Nonetheless, these seemingly reassuring findings aren’t sufficient to refute concerns about herding entirely. First, because of the difficulties of contacting hard-to-reach groups of voters, modern polls are not simple random samples. This makes their true expected range of variation far less certain. Moreover, there are many other sources of error beyond sampling that can cause survey results to diverge, and no two pollsters use the exact same method. All of these factors should increase variation between polls. The fact that the French data exactly match sampling-based expectations, rather than exceeding them, is itself mildly suggestive of modest herding.

The other cause for continued alarm is that the overall average obscures differences between the candidates (see chart above). The figures for the two leaders, Mr Macron and Ms Le Pen—the ones that set off FiveThirtyEight’s herding radar—have indeed been eerily consistent. During the past month, Mr Macron’s numbers have clustered together around 18% more than expected, and Ms Le Pen’s a downright disturbing 30% more. Those results have been balanced out by an unusually large degree of disagreement among pollsters regarding support for the surging Mr Mélenchon: his estimated vote shares have diverged 28% more than sampling error would indicate.

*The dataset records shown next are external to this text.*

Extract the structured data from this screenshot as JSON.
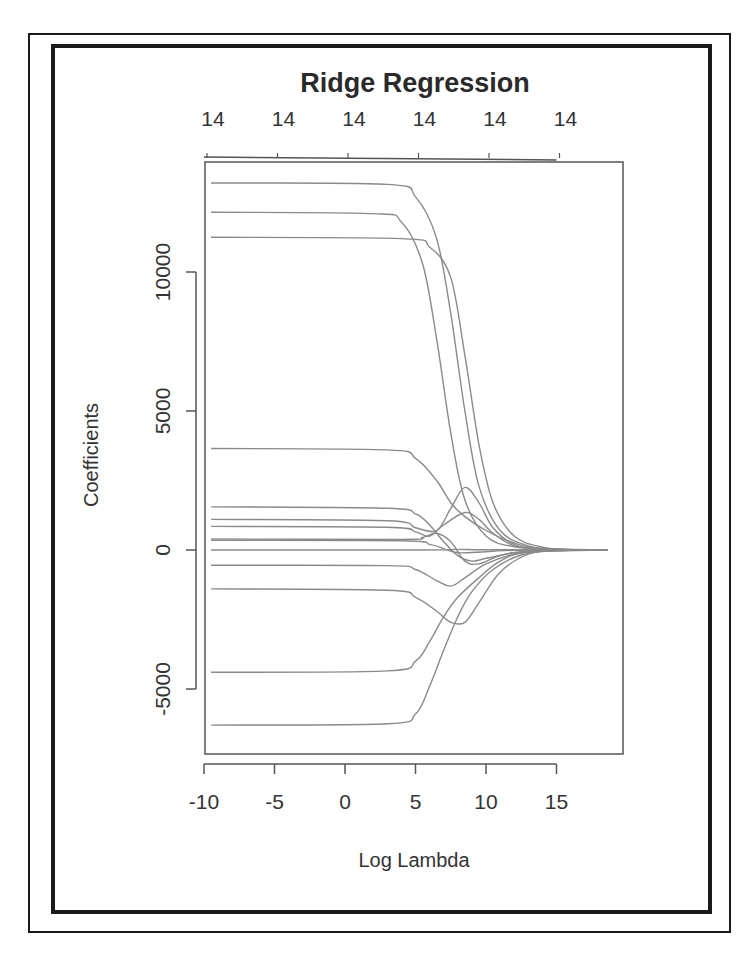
{
  "chart_data": {
    "type": "line",
    "title": "Ridge Regression",
    "xlabel": "Log Lambda",
    "ylabel": "Coefficients",
    "xlim": [
      -10,
      19.2
    ],
    "ylim": [
      -7000,
      13800
    ],
    "grid": false,
    "legend": null,
    "x_ticks": [
      -10,
      -5,
      0,
      5,
      10,
      15
    ],
    "x_tick_labels": [
      "-10",
      "-5",
      "0",
      "5",
      "10",
      "15"
    ],
    "y_ticks": [
      -5000,
      0,
      5000,
      10000
    ],
    "y_tick_labels": [
      "-5000",
      "0",
      "5000",
      "10000"
    ],
    "top_axis": {
      "label": "degrees of freedom (number of nonzero coefficients)",
      "ticks": [
        -10,
        -5,
        0,
        5,
        10,
        15
      ],
      "tick_labels": [
        "14",
        "14",
        "14",
        "14",
        "14",
        "14"
      ]
    },
    "series": [
      {
        "name": "coef_1",
        "points": [
          [
            -9.5,
            13200
          ],
          [
            3,
            13150
          ],
          [
            5,
            12700
          ],
          [
            6.5,
            11200
          ],
          [
            7.5,
            8500
          ],
          [
            8.5,
            5000
          ],
          [
            9.5,
            2300
          ],
          [
            11,
            700
          ],
          [
            13,
            150
          ],
          [
            15,
            20
          ],
          [
            18.6,
            0
          ]
        ]
      },
      {
        "name": "coef_2",
        "points": [
          [
            -9.5,
            12150
          ],
          [
            2,
            12100
          ],
          [
            4,
            11800
          ],
          [
            5.5,
            10300
          ],
          [
            6.5,
            7600
          ],
          [
            7.5,
            4200
          ],
          [
            8.5,
            1800
          ],
          [
            10,
            500
          ],
          [
            12,
            120
          ],
          [
            15,
            15
          ],
          [
            18.6,
            0
          ]
        ]
      },
      {
        "name": "coef_3",
        "points": [
          [
            -9.5,
            11250
          ],
          [
            4,
            11200
          ],
          [
            6,
            10900
          ],
          [
            7.5,
            9800
          ],
          [
            8.5,
            7000
          ],
          [
            9.5,
            3800
          ],
          [
            10.5,
            1700
          ],
          [
            12,
            500
          ],
          [
            14,
            100
          ],
          [
            16,
            10
          ],
          [
            18.6,
            0
          ]
        ]
      },
      {
        "name": "coef_4",
        "points": [
          [
            -9.5,
            3650
          ],
          [
            3,
            3600
          ],
          [
            5,
            3300
          ],
          [
            6.5,
            2500
          ],
          [
            7.5,
            1700
          ],
          [
            8.5,
            1200
          ],
          [
            10,
            700
          ],
          [
            12,
            250
          ],
          [
            14,
            60
          ],
          [
            18.6,
            0
          ]
        ]
      },
      {
        "name": "coef_5",
        "points": [
          [
            -9.5,
            1550
          ],
          [
            3,
            1500
          ],
          [
            5,
            1300
          ],
          [
            6,
            900
          ],
          [
            7,
            300
          ],
          [
            8,
            -200
          ],
          [
            9,
            -400
          ],
          [
            10,
            -300
          ],
          [
            12,
            -100
          ],
          [
            14,
            -20
          ],
          [
            18.6,
            0
          ]
        ]
      },
      {
        "name": "coef_6",
        "points": [
          [
            -9.5,
            1100
          ],
          [
            3,
            1050
          ],
          [
            5,
            800
          ],
          [
            6.5,
            700
          ],
          [
            7.5,
            1500
          ],
          [
            8.5,
            2250
          ],
          [
            9.5,
            1700
          ],
          [
            10.5,
            800
          ],
          [
            12,
            200
          ],
          [
            14,
            40
          ],
          [
            18.6,
            0
          ]
        ]
      },
      {
        "name": "coef_7",
        "points": [
          [
            -9.5,
            850
          ],
          [
            3,
            820
          ],
          [
            5,
            650
          ],
          [
            6,
            500
          ],
          [
            7,
            900
          ],
          [
            8.5,
            1350
          ],
          [
            9.5,
            1100
          ],
          [
            10.5,
            600
          ],
          [
            12,
            150
          ],
          [
            14,
            30
          ],
          [
            18.6,
            0
          ]
        ]
      },
      {
        "name": "coef_8",
        "points": [
          [
            -9.5,
            400
          ],
          [
            4,
            380
          ],
          [
            5.5,
            450
          ],
          [
            6.5,
            600
          ],
          [
            7.5,
            300
          ],
          [
            8.5,
            -400
          ],
          [
            9.5,
            -500
          ],
          [
            11,
            -200
          ],
          [
            13,
            -40
          ],
          [
            18.6,
            0
          ]
        ]
      },
      {
        "name": "coef_9",
        "points": [
          [
            -9.5,
            350
          ],
          [
            4,
            330
          ],
          [
            6,
            200
          ],
          [
            7,
            50
          ],
          [
            8,
            -100
          ],
          [
            10,
            -60
          ],
          [
            12,
            -10
          ],
          [
            18.6,
            0
          ]
        ]
      },
      {
        "name": "coef_10",
        "points": [
          [
            -9.5,
            0
          ],
          [
            5,
            0
          ],
          [
            8,
            20
          ],
          [
            10,
            10
          ],
          [
            18.6,
            0
          ]
        ]
      },
      {
        "name": "coef_11",
        "points": [
          [
            -9.5,
            -550
          ],
          [
            3,
            -560
          ],
          [
            5,
            -700
          ],
          [
            6.5,
            -1100
          ],
          [
            7.5,
            -1300
          ],
          [
            8.5,
            -1000
          ],
          [
            10,
            -500
          ],
          [
            12,
            -150
          ],
          [
            14,
            -30
          ],
          [
            18.6,
            0
          ]
        ]
      },
      {
        "name": "coef_12",
        "points": [
          [
            -9.5,
            -1400
          ],
          [
            3,
            -1450
          ],
          [
            5,
            -1700
          ],
          [
            6.5,
            -2200
          ],
          [
            7.5,
            -2600
          ],
          [
            8.5,
            -2600
          ],
          [
            9.5,
            -1900
          ],
          [
            11,
            -800
          ],
          [
            13,
            -150
          ],
          [
            15,
            -20
          ],
          [
            18.6,
            0
          ]
        ]
      },
      {
        "name": "coef_13",
        "points": [
          [
            -9.5,
            -4400
          ],
          [
            3,
            -4350
          ],
          [
            5,
            -4000
          ],
          [
            6,
            -3300
          ],
          [
            7,
            -2400
          ],
          [
            8,
            -1700
          ],
          [
            9.5,
            -1000
          ],
          [
            11,
            -400
          ],
          [
            13,
            -80
          ],
          [
            18.6,
            0
          ]
        ]
      },
      {
        "name": "coef_14",
        "points": [
          [
            -9.5,
            -6300
          ],
          [
            3,
            -6250
          ],
          [
            5,
            -5900
          ],
          [
            6,
            -4900
          ],
          [
            7,
            -3600
          ],
          [
            8,
            -2400
          ],
          [
            9,
            -1500
          ],
          [
            10.5,
            -700
          ],
          [
            12.5,
            -180
          ],
          [
            15,
            -20
          ],
          [
            18.6,
            0
          ]
        ]
      }
    ]
  },
  "page": {
    "book_text_fragment": "…ping the algorithm to fit a ridge regression…"
  }
}
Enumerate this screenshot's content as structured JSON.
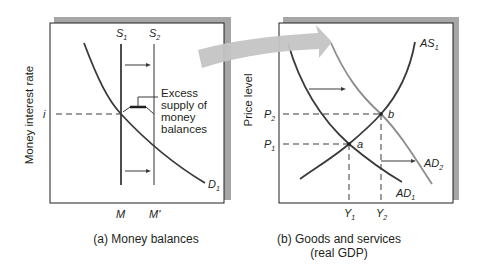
{
  "panel_a": {
    "caption": "(a) Money balances",
    "y_axis_label": "Money interest rate",
    "supply_1_label": "S",
    "supply_1_sub": "1",
    "supply_2_label": "S",
    "supply_2_sub": "2",
    "demand_label": "D",
    "demand_sub": "1",
    "rate_label": "i",
    "qty_1_label": "M",
    "qty_2_label": "M'",
    "annotation_lines": [
      "Excess",
      "supply of",
      "money",
      "balances"
    ]
  },
  "panel_b": {
    "caption_line1": "(b) Goods and services",
    "caption_line2": "(real GDP)",
    "y_axis_label": "Price level",
    "as_label": "AS",
    "as_sub": "1",
    "ad1_label": "AD",
    "ad1_sub": "1",
    "ad2_label": "AD",
    "ad2_sub": "2",
    "p1_label": "P",
    "p1_sub": "1",
    "p2_label": "P",
    "p2_sub": "2",
    "y1_label": "Y",
    "y1_sub": "1",
    "y2_label": "Y",
    "y2_sub": "2",
    "point_a": "a",
    "point_b": "b"
  },
  "colors": {
    "curve": "#3a3a3a",
    "shifted_curve": "#8c8c8c",
    "shadow": "#a6a6a6",
    "link_arrow": "#c4c4c4"
  }
}
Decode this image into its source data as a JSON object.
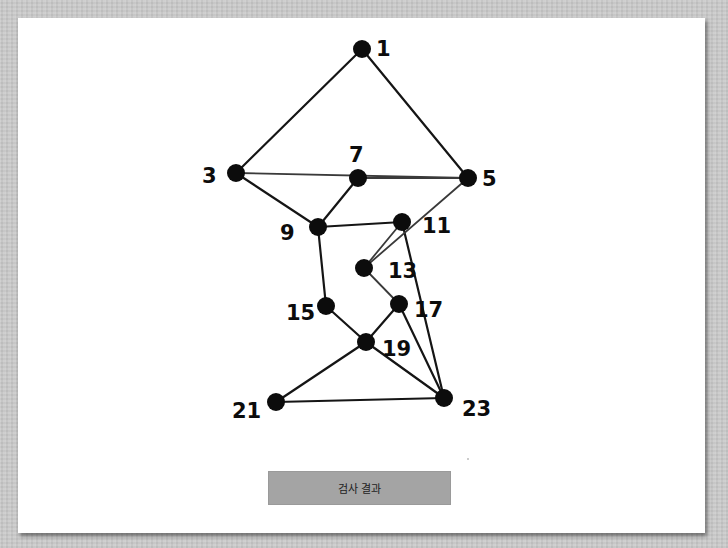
{
  "diagram": {
    "nodes": [
      {
        "id": "1",
        "label": "1"
      },
      {
        "id": "3",
        "label": "3"
      },
      {
        "id": "5",
        "label": "5"
      },
      {
        "id": "7",
        "label": "7"
      },
      {
        "id": "9",
        "label": "9"
      },
      {
        "id": "11",
        "label": "11"
      },
      {
        "id": "13",
        "label": "13"
      },
      {
        "id": "15",
        "label": "15"
      },
      {
        "id": "17",
        "label": "17"
      },
      {
        "id": "19",
        "label": "19"
      },
      {
        "id": "21",
        "label": "21"
      },
      {
        "id": "23",
        "label": "23"
      }
    ],
    "edges": [
      [
        "1",
        "3"
      ],
      [
        "1",
        "5"
      ],
      [
        "3",
        "5"
      ],
      [
        "7",
        "5"
      ],
      [
        "3",
        "9"
      ],
      [
        "7",
        "9"
      ],
      [
        "9",
        "11"
      ],
      [
        "9",
        "15"
      ],
      [
        "11",
        "13"
      ],
      [
        "11",
        "23"
      ],
      [
        "5",
        "13"
      ],
      [
        "13",
        "17"
      ],
      [
        "15",
        "19"
      ],
      [
        "17",
        "19"
      ],
      [
        "17",
        "23"
      ],
      [
        "19",
        "21"
      ],
      [
        "19",
        "23"
      ],
      [
        "21",
        "23"
      ]
    ]
  },
  "button": {
    "label": "검사 결과"
  }
}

It’s easy to spin a narrative to account for this discrepancy. When dealing with the favourites to advance to the run-off, who have received fairly stable support from voters and attract the most interest, pollsters in CYA mode have been loath to veer off the consensus. In contrast, they could not be bothered to doctor the results of a candidate with more uncertain support levels (Mr Mélenchon), who was until recently regarded as an extreme long-shot.

Then again, with a sufficiently severe case of confirmation bias, you can drum up a story to fit just about any fact pattern. The safest conclusion is that the evidence for herding is mixed at best, and that we should regard the current polling averages as no less reliable than those in previous French presidential campaigns. But given the small margins separating the top four contenders, that still means that any of them could plausibly win.